In the after-piece, Richard Cœur de Lion, John Kemble, while rehearsing a song he had to sing as the hero, put Shield, its composer, out of all patience. The conductor waved his baton in vain; he could not keep the instruments and the voice together, and at last he cried out, in an agony

of

vexation, "Mr. Kemble, you are murdering the time." great tragedian stopped in the midst of a false note, stalked gravely towards the orchestra, and looking down with his usual solemnity, said, "Sir, it is better to kill it outright, than to be, like yourself, continually beating it."

WILKIE'S "BLIND FIDDLER."

Old Mrs. Wilkie loved to be asked questions about her son Davie. A friend inquired one day whether he had early displayed much talent in drawing.

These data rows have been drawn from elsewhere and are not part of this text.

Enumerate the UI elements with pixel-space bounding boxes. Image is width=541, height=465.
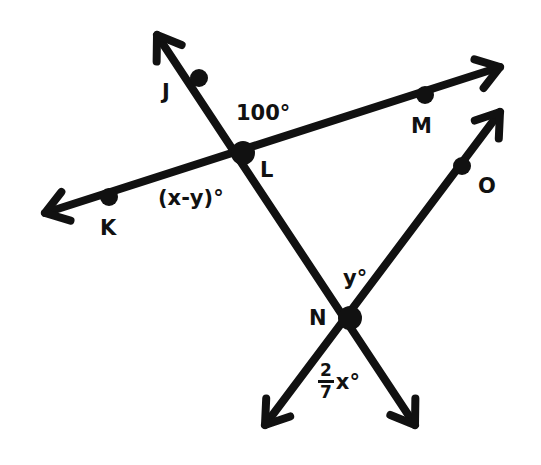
angle-label-y: y° [343,268,367,289]
point-label-M: M [411,116,432,137]
point-label-O: O [478,176,496,197]
point-K [100,188,118,206]
angle-label-100: 100° [236,103,290,124]
angle-label-x-minus-y: (x-y)° [158,188,224,209]
point-label-K: K [100,218,116,239]
point-O [453,157,471,175]
line-J-N [157,35,415,425]
point-label-J: J [162,82,170,103]
point-L [231,141,255,165]
point-M [416,86,434,104]
fraction-numerator: 2 [318,362,334,383]
angle-label-two-sevenths-x: 2 7 x° [318,362,360,401]
fraction-variable: x° [336,370,360,394]
point-label-N: N [309,308,327,329]
point-label-L: L [260,160,273,181]
point-N [338,306,362,330]
fraction: 2 7 [318,362,334,401]
geometry-diagram [0,0,541,465]
point-J [190,69,208,87]
fraction-denominator: 7 [320,383,332,401]
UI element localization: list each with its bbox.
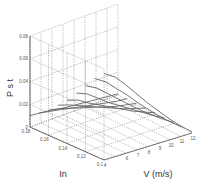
grid-line — [63, 115, 137, 150]
x-tick-label: 8 — [148, 150, 151, 155]
grid-line — [118, 95, 192, 133]
z-tick-label: 0.04 — [19, 79, 28, 84]
y-axis-label: In — [59, 169, 67, 179]
y-tick-label: 0.1 — [97, 162, 104, 167]
chart-tick-labels: 00.020.040.060.080.180.160.140.120.14678… — [19, 34, 196, 169]
y-tick-label: 0.14 — [59, 146, 68, 151]
grid-line — [67, 114, 155, 144]
3d-line-chart: 00.020.040.060.080.180.160.140.120.14678… — [0, 0, 206, 194]
z-axis-label: P s t — [5, 79, 15, 97]
x-tick-label: 9 — [159, 146, 162, 151]
y-tick-label: 0.16 — [40, 137, 49, 142]
x-axis-label: V (m/s) — [144, 169, 173, 179]
x-tick-label: 11 — [180, 139, 185, 144]
x-tick-label: 7 — [137, 153, 140, 158]
x-tick-label: 12 — [190, 136, 196, 141]
y-tick-label: 0.18 — [22, 129, 31, 134]
series-line — [104, 74, 192, 132]
z-tick-label: 0.08 — [19, 34, 28, 39]
x-tick-label: 6 — [126, 156, 129, 161]
chart-series — [30, 74, 192, 132]
x-axis-line — [104, 133, 192, 160]
z-tick-label: 0.02 — [19, 102, 28, 107]
chart-grid — [30, 4, 192, 160]
x-tick-label: 4 — [104, 163, 107, 168]
grid-line — [107, 99, 181, 136]
x-tick-label: 10 — [168, 143, 174, 148]
y-axis-line — [30, 127, 104, 160]
y-tick-label: 0.12 — [77, 154, 86, 159]
z-tick-label: 0.06 — [19, 56, 28, 61]
chart-axes — [30, 36, 192, 160]
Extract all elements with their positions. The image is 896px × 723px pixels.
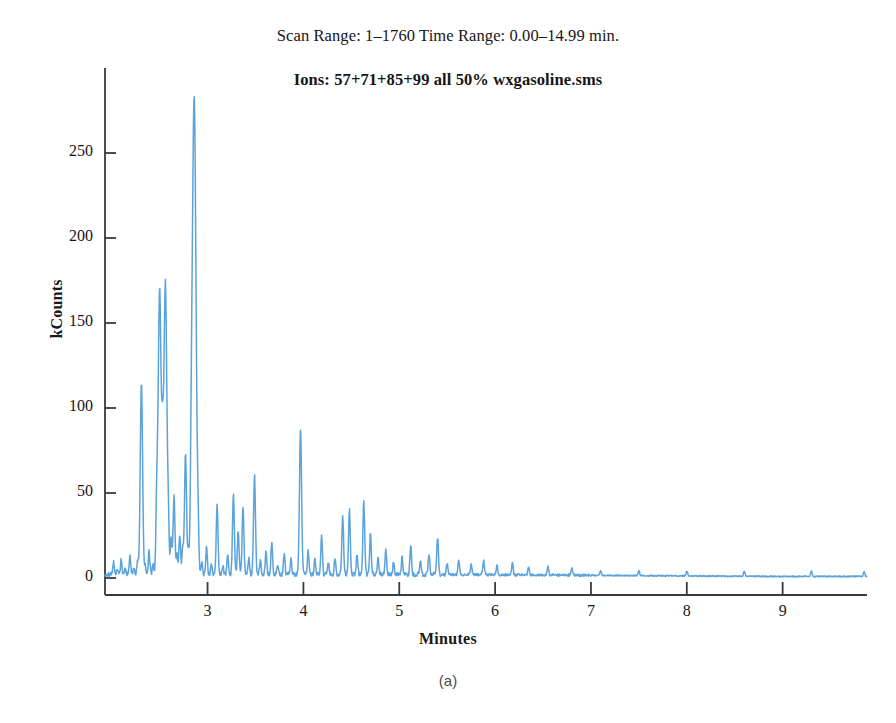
plot-area: 0501001502002503456789: [0, 0, 896, 723]
y-tick-label: 0: [43, 567, 93, 585]
x-tick-label: 9: [768, 602, 798, 620]
chromatogram-figure: Scan Range: 1–1760 Time Range: 0.00–14.9…: [0, 0, 896, 723]
y-tick-label: 50: [43, 482, 93, 500]
y-tick-label: 200: [43, 227, 93, 245]
y-tick-label: 150: [43, 312, 93, 330]
axes: [105, 68, 867, 595]
chromatogram-trace: [105, 97, 867, 577]
x-tick-label: 5: [384, 602, 414, 620]
x-axis-ticks: [208, 582, 783, 595]
x-tick-label: 8: [672, 602, 702, 620]
x-tick-label: 6: [480, 602, 510, 620]
y-axis-ticks: [105, 153, 116, 578]
chromatogram-svg: [0, 0, 896, 723]
x-tick-label: 4: [288, 602, 318, 620]
y-tick-label: 100: [43, 397, 93, 415]
y-tick-label: 250: [43, 142, 93, 160]
x-tick-label: 7: [576, 602, 606, 620]
x-tick-label: 3: [193, 602, 223, 620]
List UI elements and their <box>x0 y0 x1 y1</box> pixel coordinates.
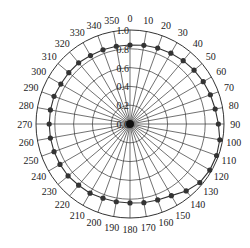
data-point-marker <box>87 191 92 196</box>
angular-tick-label: 260 <box>19 137 34 148</box>
data-point-marker <box>88 53 93 58</box>
angular-tick-label: 310 <box>42 51 57 62</box>
angular-tick-label: 140 <box>190 199 205 210</box>
radial-tick-label: 1.0 <box>117 25 130 36</box>
data-point-marker <box>100 196 105 201</box>
data-point-marker <box>48 135 53 140</box>
data-point-marker <box>127 200 132 205</box>
angular-tick-label: 70 <box>224 82 234 93</box>
angular-tick-label: 10 <box>143 15 153 26</box>
angular-tick-label: 290 <box>24 82 39 93</box>
data-point-marker <box>216 121 221 126</box>
angular-tick-label: 240 <box>31 171 46 182</box>
data-point-marker <box>48 107 53 112</box>
angular-tick-label: 100 <box>226 137 241 148</box>
data-point-marker <box>208 92 213 97</box>
angular-tick-label: 120 <box>214 171 229 182</box>
data-point-marker <box>114 199 119 204</box>
data-point-marker <box>114 44 119 49</box>
angular-tick-label: 220 <box>55 199 70 210</box>
angular-tick-label: 170 <box>141 222 156 233</box>
data-point-marker <box>58 81 63 86</box>
angular-tick-label: 160 <box>159 217 174 228</box>
angular-tick-label: 210 <box>70 210 85 221</box>
data-point-marker <box>47 121 52 126</box>
data-point-marker <box>51 94 56 99</box>
data-point-marker <box>217 137 222 142</box>
angular-tick-label: 320 <box>55 38 70 49</box>
data-point-marker <box>76 183 81 188</box>
data-point-marker <box>65 173 70 178</box>
angular-tick-label: 180 <box>123 224 138 235</box>
data-point-marker <box>191 68 196 73</box>
angular-tick-label: 300 <box>31 66 46 77</box>
data-point-marker <box>155 197 160 202</box>
angular-tick-label: 350 <box>104 15 119 26</box>
data-point-marker <box>76 60 81 65</box>
data-point-marker <box>213 106 218 111</box>
data-point-marker <box>201 79 206 84</box>
data-point-marker <box>66 70 71 75</box>
angular-tick-label: 90 <box>230 119 240 130</box>
data-point-marker <box>100 47 105 52</box>
polar-chart: 0.00.20.40.60.81.0 010203040506070809010… <box>0 0 250 248</box>
data-point-marker <box>197 180 202 185</box>
angular-tick-label: 330 <box>70 27 85 38</box>
angular-tick-label: 190 <box>104 222 119 233</box>
radial-tick-label: 0.4 <box>117 81 130 92</box>
angular-tick-label: 50 <box>206 51 216 62</box>
angular-tick-label: 0 <box>128 13 133 24</box>
center-hub <box>126 120 134 128</box>
data-point-marker <box>169 193 174 198</box>
angular-tick-label: 40 <box>193 38 203 49</box>
angular-tick-label: 130 <box>203 186 218 197</box>
data-point-marker <box>141 200 146 205</box>
angular-tick-label: 280 <box>19 100 34 111</box>
data-point-marker <box>51 149 56 154</box>
angular-tick-label: 110 <box>222 155 237 166</box>
data-point-marker <box>141 43 146 48</box>
data-point-marker <box>168 51 173 56</box>
angular-tick-label: 340 <box>86 20 101 31</box>
angular-tick-label: 80 <box>229 100 239 111</box>
radial-tick-label: 0.2 <box>117 100 130 111</box>
data-point-marker <box>184 188 189 193</box>
data-point-marker <box>155 45 160 50</box>
angular-tick-label: 250 <box>24 155 39 166</box>
angular-tick-label: 60 <box>216 66 226 77</box>
data-point-marker <box>214 153 219 158</box>
angular-tick-label: 150 <box>175 210 190 221</box>
angular-tick-label: 200 <box>86 217 101 228</box>
angular-tick-label: 230 <box>42 186 57 197</box>
data-point-marker <box>127 42 132 47</box>
data-point-marker <box>207 167 212 172</box>
angular-tick-label: 30 <box>178 27 188 38</box>
data-point-marker <box>57 162 62 167</box>
angular-tick-label: 270 <box>17 119 32 130</box>
data-point-marker <box>181 58 186 63</box>
radial-tick-label: 0.6 <box>117 63 130 74</box>
angular-tick-label: 20 <box>161 20 171 31</box>
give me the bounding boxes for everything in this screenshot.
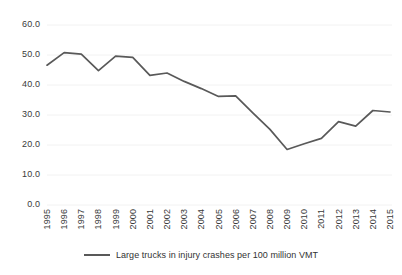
- line-chart: 0.010.020.030.040.050.060.0 199519961997…: [0, 0, 402, 275]
- legend-item-label: Large trucks in injury crashes per 100 m…: [116, 250, 318, 260]
- chart-legend: Large trucks in injury crashes per 100 m…: [0, 250, 402, 260]
- legend-line-swatch: [84, 254, 110, 256]
- grid-lines: [47, 25, 392, 205]
- series-lines: [47, 53, 390, 150]
- plot-area: [0, 0, 402, 275]
- series-line-0: [47, 53, 390, 150]
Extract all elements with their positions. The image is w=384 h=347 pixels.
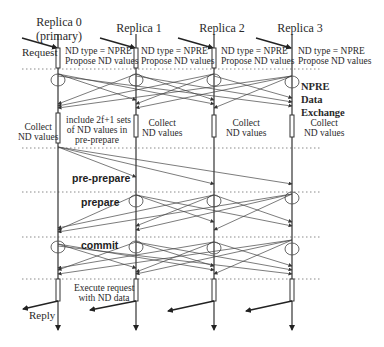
collect-label-3: Collect ND values [304, 119, 344, 139]
prepare-label: prepare [81, 197, 120, 208]
collect-label-1: Collect ND values [142, 119, 182, 139]
replica-3-title: Replica 3 [269, 22, 331, 34]
pre-prepare-label: pre-prepare [72, 173, 130, 184]
npre-data-exchange-label: NPRE Data Exchange [301, 80, 345, 119]
collect-label-2: Collect ND values [226, 119, 266, 139]
execute-note: Execute request with ND data [74, 283, 134, 304]
include-note: include 2f+1 sets of ND values in pre-pr… [66, 116, 128, 146]
replica-0-title: Replica 0 (primary) [28, 16, 90, 42]
collect-label-0: Collect ND values [18, 123, 58, 143]
reply-label: Reply [29, 310, 55, 321]
propose-label-2: ND type = NPRE Propose ND values [221, 47, 294, 67]
propose-label-1: ND type = NPRE Propose ND values [141, 47, 214, 67]
broadcast-circles [51, 74, 299, 255]
reply-arrows [23, 301, 292, 311]
replica-1-title: Replica 1 [108, 22, 170, 34]
npre-messages [58, 74, 292, 108]
replica-2-title: Replica 2 [191, 22, 253, 34]
request-label: Request [22, 47, 57, 58]
commit-label: commit [81, 240, 118, 251]
propose-label-3: ND type = NPRE Propose ND values [298, 47, 371, 67]
propose-label-0: ND type = NPRE Propose ND values [65, 47, 138, 67]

"Aweel," said she, "I mind that he was ae scrawling, and scratching, I did na ken what, and he had an idle fashion o' making likenesses and caricatoores like of all the folk as came. And there was an auld blind mon, Willie, the fiddler, just an idle sort of a beggar-mon, that used to come wi' his noise, and set all the women servants a jigging wi' his scratching and scraping; and Davie was ae taking o' this puir bodie into the hoose, and gieing him a drap o' toddy: and I used to cry shame on the lad for encouraging such lazy vagabonds about the hoose. Weel," pursued the old lady, "but ye maun ken he was an ill-favoured, daft sort of a creatur, that puir blind bodie, weel eno' in his way, but not the sort o' folk to be along wi' Davie; yet the lad was always a saying to me, 'Mither, gie's a bawbie for puir blind Willie.' This, sir," she added with a sigh, was when we lived at the Manse."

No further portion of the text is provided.